With its "Unstuffy. Unflappable. Unbeatable" motto, HotWired's RoughGuide (http://www.hotwired.com/rough/) lives up to its promise and makes for a nice ultra-quick mirror image of the stuffy Condé Nast site. With thousands of links, RoughGuide also has its own subsites for an international selection of regions and cities, including a fairly extensive Austin section worth tipping off to visiting friends. Who knew The Back Room was within walking distance of Austin's youth hostel? Apparently HotWired does.

But online travel guides come no rougher than No Shitting in the Toilet (http://www.magna.com.au/~nglobe/nsitt/contents.html), a zine based on a sign the author saw on a toilet door at Jack's Cafe in Dali, Yunnan Province, China. Along with a Top-10 list of travel-related songs, and a guide to finding, buying, and dancing to music worldwide, NSITT also offers a wonderfully quirky "Suspicious Package" feature -- a Leno-esque page asking travelers to submit unusual commercial products they've found as global consumers.

Equally irreverent is the net version of Monk Magazine (http://www.neo.com/Monk/), the diary of two men who quit their jobs, sold everything they owned, and hit the road with their cats. What's notable about their mobile magazine isn't its breadth of cities, but the intensity with which they cover the cities in which they do stop, exploring the subculture of say, San Francisco, better than any link page could ever offer.
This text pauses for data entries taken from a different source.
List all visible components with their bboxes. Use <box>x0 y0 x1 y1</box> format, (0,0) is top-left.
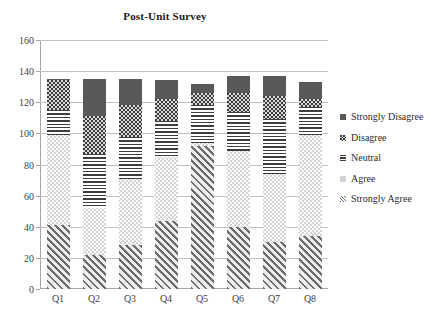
bar-segment-neutral <box>299 107 322 135</box>
legend-swatch-icon <box>340 196 346 202</box>
bar-segment-strongly-agree <box>47 225 70 289</box>
x-tick-label: Q2 <box>88 293 100 304</box>
bar-stack <box>83 40 106 289</box>
legend-swatch-icon <box>340 155 346 161</box>
bar-segment-disagree <box>83 116 106 153</box>
bar-segment-strongly-disagree <box>263 76 286 96</box>
bar-segment-agree <box>119 179 142 246</box>
bar-segment-strongly-agree <box>191 146 214 289</box>
legend-item[interactable]: Neutral <box>340 152 440 164</box>
bar-stack <box>155 40 178 289</box>
legend-label: Strongly Agree <box>351 193 412 205</box>
y-tick-label: 140 <box>19 66 34 77</box>
legend-label: Strongly Disagree <box>351 111 424 123</box>
y-tick-mark <box>36 289 40 290</box>
bar-segment-strongly-disagree <box>227 76 250 93</box>
bar-segment-disagree <box>155 99 178 121</box>
legend-label: Agree <box>351 173 375 185</box>
y-tick-label: 100 <box>19 128 34 139</box>
bar-segment-neutral <box>119 137 142 179</box>
bar-segment-agree <box>191 143 214 146</box>
x-tick-label: Q8 <box>304 293 316 304</box>
bar-segment-strongly-agree <box>227 227 250 289</box>
legend-item[interactable]: Agree <box>340 173 440 185</box>
x-tick-label: Q3 <box>124 293 136 304</box>
bar-segment-agree <box>263 174 286 242</box>
bar-series-layer <box>40 40 328 289</box>
bar-segment-disagree <box>299 99 322 107</box>
bar-segment-disagree <box>119 105 142 136</box>
bar-segment-agree <box>227 151 250 227</box>
bar-segment-strongly-disagree <box>47 79 70 81</box>
plot-area: 020406080100120140160 Q1Q2Q3Q4Q5Q6Q7Q8 <box>40 40 328 289</box>
bar-segment-strongly-disagree <box>155 80 178 99</box>
bar-segment-strongly-disagree <box>299 82 322 99</box>
bar-segment-neutral <box>191 105 214 142</box>
y-tick-label: 0 <box>29 284 34 295</box>
bar-segment-agree <box>299 135 322 236</box>
bar-stack <box>47 40 70 289</box>
bar-segment-strongly-agree <box>119 245 142 289</box>
bar-segment-strongly-agree <box>263 242 286 289</box>
x-tick-label: Q7 <box>268 293 280 304</box>
y-tick-label: 60 <box>24 190 34 201</box>
bar-segment-neutral <box>83 154 106 208</box>
bar-segment-strongly-agree <box>83 255 106 289</box>
bar-segment-strongly-disagree <box>83 79 106 116</box>
bar-segment-disagree <box>227 93 250 112</box>
y-tick-label: 120 <box>19 97 34 108</box>
x-tick-label: Q1 <box>52 293 64 304</box>
x-tick-label: Q5 <box>196 293 208 304</box>
bar-segment-strongly-agree <box>299 236 322 289</box>
bar-segment-disagree <box>47 80 70 110</box>
legend-swatch-icon <box>340 176 346 182</box>
chart-container: Post-Unit Survey 020406080100120140160 Q… <box>0 0 440 317</box>
legend-swatch-icon <box>340 114 346 120</box>
bar-stack <box>227 40 250 289</box>
bar-segment-agree <box>47 135 70 225</box>
y-tick-label: 80 <box>24 159 34 170</box>
bar-segment-disagree <box>191 93 214 105</box>
bar-stack <box>191 40 214 289</box>
bar-segment-neutral <box>263 119 286 173</box>
bar-segment-neutral <box>155 121 178 157</box>
chart-legend: Strongly DisagreeDisagreeNeutralAgreeStr… <box>340 111 440 214</box>
bar-segment-agree <box>155 157 178 221</box>
legend-swatch-icon <box>340 135 346 141</box>
legend-label: Disagree <box>351 132 387 144</box>
y-tick-label: 20 <box>24 252 34 263</box>
legend-label: Neutral <box>351 152 381 164</box>
chart-title: Post-Unit Survey <box>0 10 330 22</box>
legend-item[interactable]: Strongly Agree <box>340 193 440 205</box>
bar-segment-disagree <box>263 96 286 119</box>
bar-segment-strongly-agree <box>155 221 178 289</box>
legend-item[interactable]: Disagree <box>340 132 440 144</box>
bar-stack <box>299 40 322 289</box>
bar-segment-strongly-disagree <box>119 79 142 105</box>
bar-segment-neutral <box>47 110 70 135</box>
y-tick-label: 40 <box>24 221 34 232</box>
bar-segment-neutral <box>227 112 250 151</box>
bar-stack <box>119 40 142 289</box>
bar-stack <box>263 40 286 289</box>
x-tick-label: Q6 <box>232 293 244 304</box>
bar-segment-strongly-disagree <box>191 84 214 93</box>
legend-item[interactable]: Strongly Disagree <box>340 111 440 123</box>
y-tick-label: 160 <box>19 35 34 46</box>
x-tick-label: Q4 <box>160 293 172 304</box>
bar-segment-agree <box>83 208 106 255</box>
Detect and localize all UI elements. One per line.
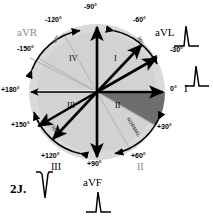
ecg-trace-i <box>185 66 209 86</box>
lead-label-i: I <box>184 83 188 94</box>
quadrant-label-III: III <box>67 102 75 110</box>
ecg-trace-avl <box>174 26 199 46</box>
quadrant-label-IV: IV <box>69 55 77 63</box>
lead-label-avr: aVR <box>17 27 37 38</box>
quadrant-label-II: II <box>115 102 120 110</box>
lead-label-ii: II <box>137 162 144 172</box>
degree-label-plus-150: +150° <box>11 121 30 128</box>
degree-label-plus-30: +30° <box>157 123 172 130</box>
degree-label-plus-60: +60° <box>131 152 146 159</box>
degree-label-minus-120: -120° <box>45 16 62 23</box>
degree-label-plus-90: +90° <box>87 160 102 167</box>
degree-label-minus-150: -150° <box>17 45 34 52</box>
degree-label-plus-120: +120° <box>41 152 60 159</box>
degree-label-minus-30: -30° <box>170 46 183 53</box>
lead-label-avl: aVL <box>155 27 175 38</box>
ecg-trace-iii <box>36 172 53 198</box>
degree-label-minus-90: -90° <box>84 3 97 10</box>
degree-label-plus-180: +180° <box>1 86 20 93</box>
lead-label-avf: aVF <box>83 177 102 188</box>
degree-label-minus-60: -60° <box>133 16 146 23</box>
figure-number: 2J. <box>10 182 26 195</box>
figure-canvas: -90° -60° -30° 0° +30° +60° +90° +120° +… <box>0 0 213 222</box>
degree-label-zero: 0° <box>170 85 177 92</box>
quadrant-label-I: I <box>114 55 117 63</box>
ecg-trace-avf <box>86 192 111 212</box>
lead-label-iii: III <box>51 162 61 172</box>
But what if you're so enthralled by the Monk traveler's plight that you sell your belongings with hopes of tracking them down on the road? At least keep your computer, not for the e-mail flight offerings, but for AutoPilot -- a simply amazing tool for destination-to-destination car travel and information (http://www.freetrip.com). Financed by unobtrusive ads for hotels, shops, and eateries along the way, this free service will calculate and print a mile-by-mile direction sheet that actually keeps a suggested running time counter in the margins. According to AutoPilot, Wall, South Dakota is a mere 21-hour and nine-minute trip from South Austin.

Why Wall? Because the Wall Drug Store is depicted on one of the four postcards the Outpost Network's Virtual Vacation page (http://www.outpost.net/) will send to a loved one of your choice -- for a $5.95 fee. It's the only pay-to-play site recommended here, but it seems like a real bargain to establish a practical joke or murder alibi. Virtual Vacation will mail postcards every few days -- with a real South Dakota postmark -- to the friend, relative, co-worker, or spouse of your choice, with a message describing your experiences at Wall Drug, the Corn Place in Mitchell, the Black Hills Reptile Garden, or Mount Rushmore. Of course, Virtual Vacation won't actually take you anywhere, and that may be just fine if you're too busy or too tired to actually travel yourself. At that point, it comes off as a site of web genius capable of undoing the travel progress of e-mail services, link collections, and online airport regulations. It's so nuts that chances are Herb Kelleher himself is a subscriber.

A note to readers: Bold and uncensored, The Austin Chronicle has been Austin’s independent news source for over 40 years, expressing the community’s political and environmental concerns and supporting its active cultural scene. Now more than ever, we need your support to continue supplying Austin with independent, free press. If real news is important to you, please consider making a donation of $5, $10 or whatever you can afford, to help keep our journalism on stands.